Teresa Carmody

I moved to Florida and began living like the elderly I’d long admired. I went to bed early and woke throughout the night, sometimes making a cup of coffee to sip in bed while reading and watching the shifting shadows and light. During the day, I napped for one, two, or three hours, sweating and dreaming of previous lives before finally pushing myself up to drink a cup of tea and eat a graham cracker with a bit of peanut butter (if I was feeling nostalgic), or a smear of orange marmalade (if I was in a frisk). I clipped coupons and took advantage of buy-one-get-one-free offers at the local grocery store. Kosher pickles. Olive oil. English muffins. I walked the dogs around the block, stopping at yard sales and peering into store-front windows at antiques and knick-knacks. I watched squirrels and small lizards run from one bit of green to another. I tried to know my neighbors, but this proved difficult for reasons I slowly understood.

Pops, the older gentleman to my west, died before I arrived, though his body was discovered during my first few days in the neighborhood. It took months for someone, I’m not sure who, to clear the house, sell the truck, replace the carpet. Groups of people arrived, never the same ones twice it seemed, to mow, haul, or sign papers.

On my other side lived a woman who looked older than she was. In the cooler parts of the day, she sat on her screened-in porch, drinking iced tea and smoking cigarettes, often with a dime-store novel in hand. At first, I waved enthusiastically as I came and went, and in those early weeks, I thought she was returning the pleasantry, so that when I finally met her on the sidewalk one bright muggy morning, I introduced myself with my name and a broad smile. Yet she kept her gaze fixed on the sidewalk as she spit the word Mary and rushed to her porch.

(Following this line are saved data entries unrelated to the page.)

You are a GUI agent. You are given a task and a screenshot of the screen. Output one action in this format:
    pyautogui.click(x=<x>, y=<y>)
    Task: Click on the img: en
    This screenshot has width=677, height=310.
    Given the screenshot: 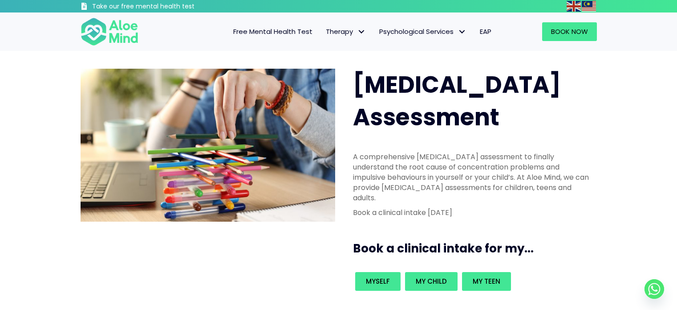 What is the action you would take?
    pyautogui.click(x=574, y=6)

Ah, I thought, what a wonderful coincidence, for Mary was also the name of the six-year-old girl who lived across the street and of my small dog, a tan and white cocker spaniel perpetually in search of food. I’ve moved to the land of Marys, I’d said to a friend in California, though I soon understood that the woman next door wasn’t waving at me but shooing fruit flies or mosquitoes. Or perhaps she was trying to make me and my two dogs disappear, for Shirley—her actual name, as I later learned—didn’t like me. She never returned my smiles and I could feel her increasing annoyance as she sat, day in day out, in her dirty white wicker chair.

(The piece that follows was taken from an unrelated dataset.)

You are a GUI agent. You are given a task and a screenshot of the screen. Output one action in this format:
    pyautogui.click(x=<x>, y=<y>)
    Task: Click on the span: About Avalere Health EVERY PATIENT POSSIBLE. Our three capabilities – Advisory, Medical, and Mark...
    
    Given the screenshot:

Two incidents confirmed this suspicion. One morning, as she was sitting on her porch and I was returning from a walk, the big dog, a wonderfully alert and playful shepherd, stopped and sniffed and peed on the edge of Shirley’s lawn, as dogs will do, and the old woman began loudly exclaiming—Mary and Gary, Mary and Gary—taunting, really, in the kind of sing-song tone I generally associate with schoolyard bullies. I was surprised and initially amused, as the big dog isn’t named Gary, though I once wrote a novel about a teenage girl from the Midwest who traveled to Florida with her Aunt Mary and Uncle Gary. So how extraordinary that my neighbor paired these two particular names in this particular place, as if she could perceive, within my present-tense shimmer, something already written, soon to be published. She’s like a nasty oracle, I later wrote. Or maybe that’s how oracles are: seemingly mad and thus easy to scorn.

Shirley encouraged this perception, which led to the second incident, two days later. Noticing her looking over as I unlocked my front door, I gave Shirley another big smile and an even bigger wave (I understood by then that cheerfulness was a weapon to use against her), to which she gestured a response of flailing, mocking arms, a wholly wild movement even as she peered back at me with even-eyed contempt. I was surprised. Breathless, really. I blinked to make sure I was seeing true, before moving inside, a sad sour taste in my mouth. Later I thought I shouldn’t have been surprised, for her physical expressions were not unlike a clip I’d seen over and again of the current president as he mocked a reporter, and here I was in the land of his supporters. I was aware, too, that the woman made for a good story: an old white woman in a small Southern town who acted small-minded and mean-spirited, as people in small towns will do. An old woman, not right in the head, without guests or visitors, smoking and steeping in her desire to feel superior to anyone she perceived as different, a feeling I recognized and judged in myself. A feeling I mirrored, I had to admit, as I amused out-of-state friends and acquaintances with stories about my new life in Florida and the crazy old woman, Shirley, who lived next door. Yet when she disappeared for several days, and when the mail and newspapers began to accumulate, I telephoned the police for a wellness check. She doesn’t like me, I stupidly said to the dispatcher. She was racist, said the white gardener, who came later that day to mow her lawn. The police were still there, having discovered her body, 10-days dead, purse still open and perched on her lap, as if she had just sat down to take one of the several meds kept tucked inside. That’s too bad, said the gardener. She always paid ahead.